LENR and Off-Grid Living

Here’s an interesting article titled “How You Can Benefit from a Resilient Community” from the OffTheGridNews.com web site that I hadn’t seen until now (the story was published in July). The site deals with survivalist and self-sufficiency topics such as gardening, alternative energy, hunting, alternative health, etc., and it is the first such site in which I have noticed LENR being mentioned as a possible future source of energy for those who want to live as independently as possible.

The article mentions the Hunt Utilities Group (HUG) in Pine River, Minnesota, who are conducting much of the LENR research that the Martin Fleischmann Memorial Project is pursuing. I didn’t realize that a major goal of HUG, which is located on a 70 acre site, is to create a community that can live independent of fossil fuels. From the article:

The Group has also become involved in research into Low Energy Nuclear Reaction (LENR), AKA cold fusion. Don’t laugh; there’s actually a lot of evidence that the phenomenon exists, and some serious scientists, including Nobel Prize winner Brian Josephson, think it’s for real. HUG has been working with a technology developed by Francesco Celani, a distinguished Italian physicist who has built what he claims is a LENR device.

The group is trying to develop a home power source from the technology. It’s still too early to see if this is real or not, but it’s interesting. If HUG, Italian inventor Andrea Rossi (who also claims to have a working LENR device but presents no evidence of it), and others are right, it might someday be possible for you to generate all the power you need with a device about the size of a furnace.

It doesn’t surprise me at all to find those in the off-grid living culture paying attention to LENR. Local energy production is one of the key goals of many people who want to live as independently as possible. Solar and wind energy systems have been the off-grid power sources of choice for many to this point, but LENR may be a more more attractive solution if it can provide power more consistently, reliably and cheaply than these alternatives.

Of course there’s a long way to go before LENR-powered off-grid living may become a reality, but if news of its potential spreads I think there will be a lot more interest from people and organizations with an interest in self-sufficient living.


- **Task statement**
Please repeat the whole listing exactly, but leave out any picture it holds.

=== Section Start ===

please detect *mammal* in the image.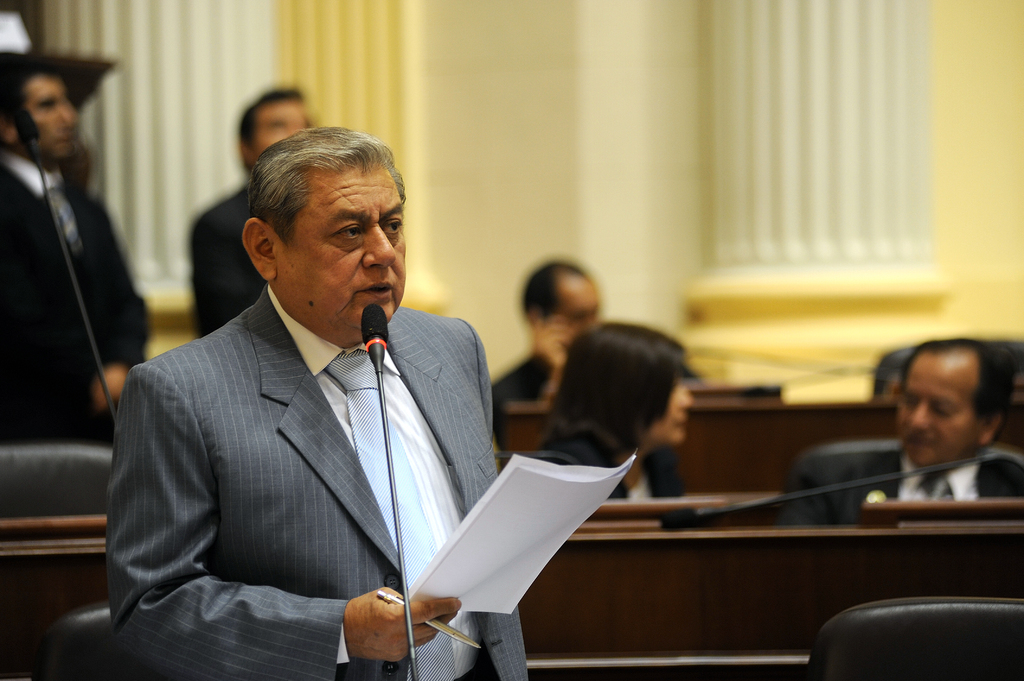
[772,337,1023,530].
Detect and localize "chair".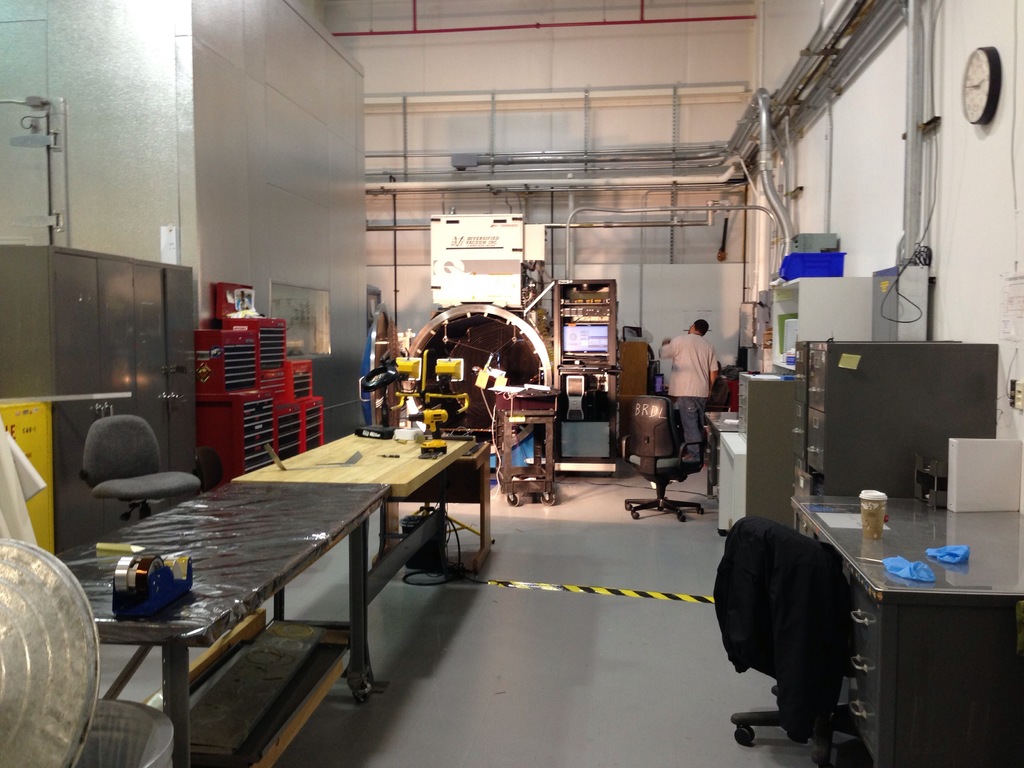
Localized at detection(623, 394, 708, 526).
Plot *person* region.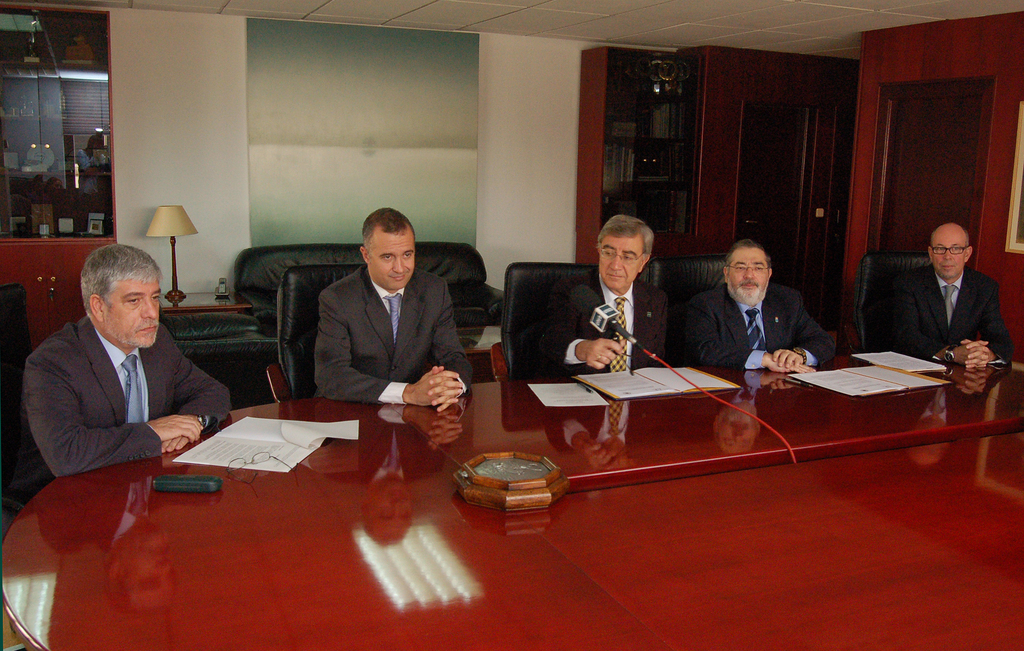
Plotted at pyautogui.locateOnScreen(310, 202, 469, 408).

=== Section End ===

- **Answer section**
please detect *mammal* in the image.
[772,337,1023,530].
Detect and localize "chair".
Localized at detection(623, 394, 708, 526).
Plot *person* region.
Plotted at pyautogui.locateOnScreen(310, 202, 469, 408).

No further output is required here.